These claims – 90%, now 94.5% – approach a Stalinist level of results.
It kind of makes me wonder when the Western scientific-industrial complex will exceed the 5 year plan.
As there’s no doubt that I’ll take one of them, I hope these claims can stand up to an independent scientific review.
One aspect of the mRNA vaccines that had been under-appreciated is that they also provoke a T-cell response in addition to the production of antibodies. There are indications that young children have fewer severe cases from the virus because their immune response is dominated by T-cells, and it could be the vaccines’ T-cell response that’s making these vaccines much more effective than anticipated.
[edited to fix typos.

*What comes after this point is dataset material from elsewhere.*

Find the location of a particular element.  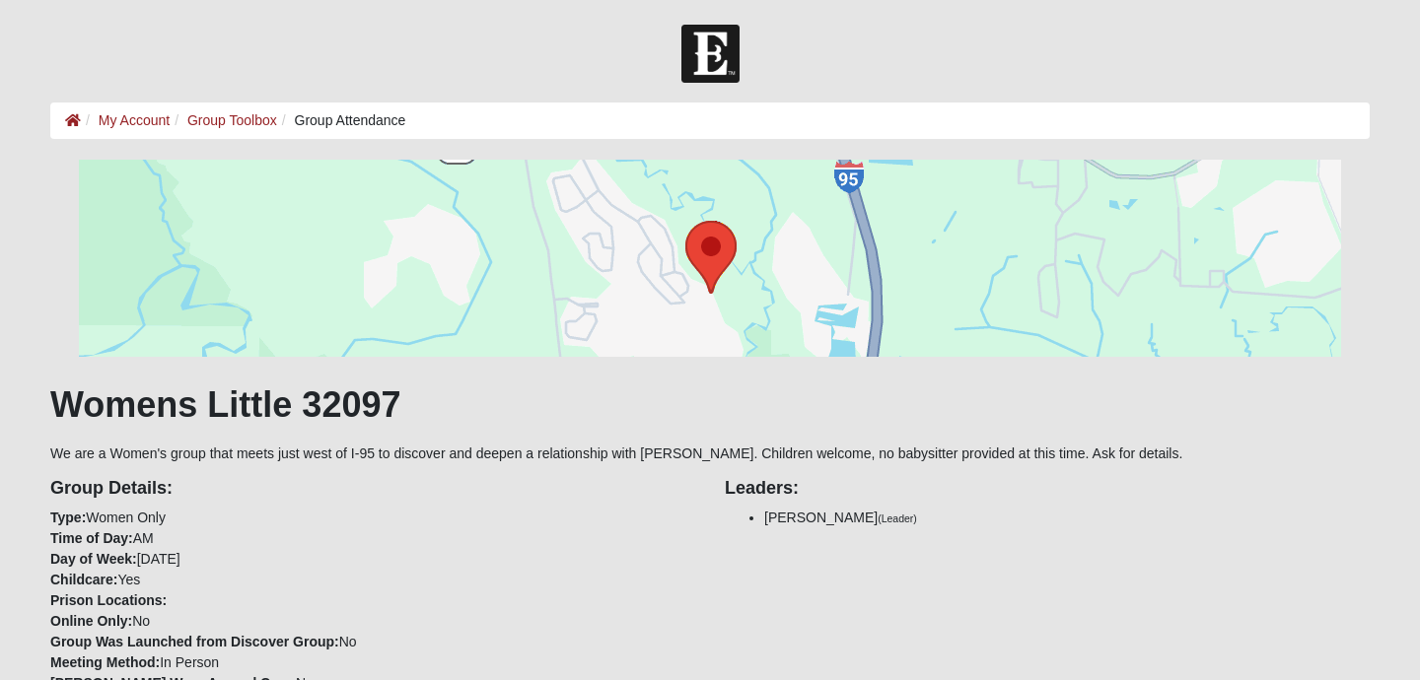

img: Church of Eleven22 Logo is located at coordinates (710, 53).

I wrote this before having my coffee this morning ]
I’m torn.
Sincerely, for the world’s benefit I have hope vaccinations will stanch the spread of the virus.
Long term I’m worried for the millions exposed to possible side effects that might be discovered a year or years from now.

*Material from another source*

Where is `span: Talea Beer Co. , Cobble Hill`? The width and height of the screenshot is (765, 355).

I’m going to pass on vaccinations. By the way it looks-- the trials have been setup demographically as too broad a cross-section to target and benefit me categorically.
How long will it take for the Trumpster fire to turn this into a pissing match among the pharmas, pit one company aganst another, and proceed to fuck it all up in the process.
Now that there are apparently vaccines soon coming to the market Trump deserves a new election, since it’s really not fair he was forced to defend his office in the midst of a pandemic.